3 Ways to Put Humans at the Center of your Customer Experience

Customer experience has become one of the hardest to define business concepts of  our time.   When CMOs from  25 of the largest and best-recognized brands in the worlds gathered recently for a  private think-tank session at the  Cannes Lions International Festival of Creativity, customer experience was one of the primary topics. However, their  stance on t was  quite  simple – customer experience  needs to become  more “human”.   Adweek spoke with  Mathilde  Delhoume  from LVMH, who shared that  brands need to  focus on the longer-term  customer relationship  and  “provide a one-on-one human experience  with consumers.”  

For those involved in improving the customer experience, there could not be a more basic concept on which to base your work.   If an experience is designed to create human connections, it  is based on authenticity  and it can create real value and differentiation for a brand –not to mention marketing’s holy grail: long-term loyalty. 

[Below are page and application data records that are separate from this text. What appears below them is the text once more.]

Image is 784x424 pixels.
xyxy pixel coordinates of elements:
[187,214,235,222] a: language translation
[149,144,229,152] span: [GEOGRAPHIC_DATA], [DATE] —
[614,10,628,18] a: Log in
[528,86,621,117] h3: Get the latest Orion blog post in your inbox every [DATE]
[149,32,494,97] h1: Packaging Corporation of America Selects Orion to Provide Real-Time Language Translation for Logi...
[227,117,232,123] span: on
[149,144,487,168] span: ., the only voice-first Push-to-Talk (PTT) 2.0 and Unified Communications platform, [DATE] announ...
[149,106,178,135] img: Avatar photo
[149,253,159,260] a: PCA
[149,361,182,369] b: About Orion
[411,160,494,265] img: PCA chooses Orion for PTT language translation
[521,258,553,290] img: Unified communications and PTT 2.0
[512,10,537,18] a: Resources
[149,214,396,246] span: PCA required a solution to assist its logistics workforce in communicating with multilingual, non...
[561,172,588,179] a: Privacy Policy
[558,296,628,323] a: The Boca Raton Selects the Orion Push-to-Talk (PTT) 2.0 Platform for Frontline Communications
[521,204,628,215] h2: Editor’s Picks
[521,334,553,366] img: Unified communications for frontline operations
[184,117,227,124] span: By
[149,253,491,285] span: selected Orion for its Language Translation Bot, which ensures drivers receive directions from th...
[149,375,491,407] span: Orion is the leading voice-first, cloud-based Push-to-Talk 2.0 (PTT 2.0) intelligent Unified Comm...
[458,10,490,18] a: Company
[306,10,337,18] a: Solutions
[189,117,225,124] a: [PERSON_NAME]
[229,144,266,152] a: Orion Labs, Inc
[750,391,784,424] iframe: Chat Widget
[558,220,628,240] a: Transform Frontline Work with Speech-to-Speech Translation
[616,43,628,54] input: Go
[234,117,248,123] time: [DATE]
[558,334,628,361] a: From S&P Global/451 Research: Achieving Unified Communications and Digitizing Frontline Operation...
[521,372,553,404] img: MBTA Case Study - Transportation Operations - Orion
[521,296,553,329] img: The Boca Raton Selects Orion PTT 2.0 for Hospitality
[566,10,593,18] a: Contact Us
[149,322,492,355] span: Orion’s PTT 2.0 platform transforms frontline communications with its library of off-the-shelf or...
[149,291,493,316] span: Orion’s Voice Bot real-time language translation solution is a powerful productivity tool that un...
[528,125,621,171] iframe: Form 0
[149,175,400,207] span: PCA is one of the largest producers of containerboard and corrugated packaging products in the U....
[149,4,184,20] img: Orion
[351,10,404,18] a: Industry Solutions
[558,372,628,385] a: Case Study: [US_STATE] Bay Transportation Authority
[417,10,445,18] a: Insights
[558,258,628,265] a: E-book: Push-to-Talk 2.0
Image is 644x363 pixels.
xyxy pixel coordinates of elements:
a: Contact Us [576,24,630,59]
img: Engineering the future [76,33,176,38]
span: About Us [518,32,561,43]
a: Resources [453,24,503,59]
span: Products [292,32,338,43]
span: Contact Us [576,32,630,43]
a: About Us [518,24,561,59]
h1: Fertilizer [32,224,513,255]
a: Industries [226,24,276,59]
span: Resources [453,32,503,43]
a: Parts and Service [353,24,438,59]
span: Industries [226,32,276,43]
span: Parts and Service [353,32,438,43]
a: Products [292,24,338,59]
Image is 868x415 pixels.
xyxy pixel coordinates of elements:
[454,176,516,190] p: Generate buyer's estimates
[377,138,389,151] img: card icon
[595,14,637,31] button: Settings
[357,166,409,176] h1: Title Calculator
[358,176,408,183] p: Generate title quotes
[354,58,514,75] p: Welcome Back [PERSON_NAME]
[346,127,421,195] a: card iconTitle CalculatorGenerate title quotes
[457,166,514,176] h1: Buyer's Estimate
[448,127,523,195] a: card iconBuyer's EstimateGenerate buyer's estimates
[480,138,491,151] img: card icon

But being simple is  often  hard.  Where does a company start?   There are three ways a  company can begin building their mentality around putting humans at the center of their  customer  strategy:

1.
Understand Where Humans are Interacting with Humans
Customer experience mapping  (“omni-channel” strategy)  is a  very common  exercise  inside  large companies.  Increasingly, companies are spending money to improve  digital interactions  to ensure a smooth experience across these different experiences the company identifies.  However, computers don’t create human connections.  During the experience mapping process, companies  need to pinpoint exactly where in the process their human customer is interacting  with a human brand representative.   What percentage of the journey are those human interactions?  How long are the interactions?   And is the effectiveness of those interactions being adequately measured?  Over time, they need to understand how much those interactions influence  the buying decision.  Understanding the  person-to-person  connections  is the starting point to figure out ways to  make those interactions more genuine, more impactful, more human.

2. 
Focus on  Human Outcomes
Customers can spot a phony.   If a customer experience strategy is a bunch of corporate goals thinly veiled by a flimsy feel-good story, it likely won’t succeed. For example,  putting cookies at your front desk in the hopes of getting higher customer satisfaction scores (tied to a bonus, of course) is not a genuine agenda  or meaningful outcome for the customer.  Companies need to focus on the impact the experience can have on the customer – their pain, their joy, their  image of self – and find ways  (no matter how small)  to  positively contribute to the customer’s life.  Take the example of Caesar’s Entertainment.  In his book The High Roller Experience former Caesar’s Entertainment CMO, David Norton, recounts some of the casino operator’s efforts around multicultural marketing.   His team didn’t just treat different cultural groups as “segments”, they spent time to understand their cultural nuances.  What did their households look like?  What were their family dynamics?  How did these factors shape what they were hoping to get out of their leisure time when visiting Las Vegas or another Caesar’s destination?  Their analysis was about humans and it gave Caesar’s the insights to create an experience that  met the unique needs of various groups.  They made signage in their guests’ native language,  built culturally-themed areas at a dozen casinos and trained their frontline teams on cultural awareness.   Of course, Caesar’s wanted to generate more business – and they did, to the tune of  $600 million of growth— but  this extra  business wasn’t the result of hollow promises, they earned it by creating a genuine connection with numerous different audiences.

3.
Make Flexibility a Cornerstone
Since the focus here is on being “human”,  companies need to recognize that the most human characteristic of all is unpredictability.  Things will change – needs, wants, problems, preferences –  maybe from minute to minute.   A human customer experience can’t be built on rules, it needs to be a set of guidelines or standards that  motivate the interactions, but don’t restrict it. For  example,  a client of mine at InnerView,  a major  luxury goods retailer embraces this concept.  Within their  customer experience model, the company  gives their customer-facing associates several different “extras” that they can use to delight a customer.  If a customer is having an problem with something, the associate is empowered to offer a discount or an upgrade.  If a customer is a returning buyer, they have the option to offer a discount as a “thank you”.  These are not major concessions, and they are not terribly expensive, but  empowering the associate to recognize an opportunity to deepen the relationship is where  items 1 and 2 from above come together successfully.   If the human representing the brand has the  flexibility  to adapt, they can deliver a human outcome – a true connection – a greater percentage of the time.  

While customer experience is a hot topic for consumer brands, don’t expect the fad to end any time soon.   The idea that brands are just entering the “experience age” (according to  Antonio Lucio  from HP)  indicates that companies need to figure it out now or they’ll fall behind and struggle to grow.   But before  they start sifting through all the technology options that can help take “friction” out the buying process, it would serve  marketers and customer experience teams to heed the advice of these leaders and start with the humans.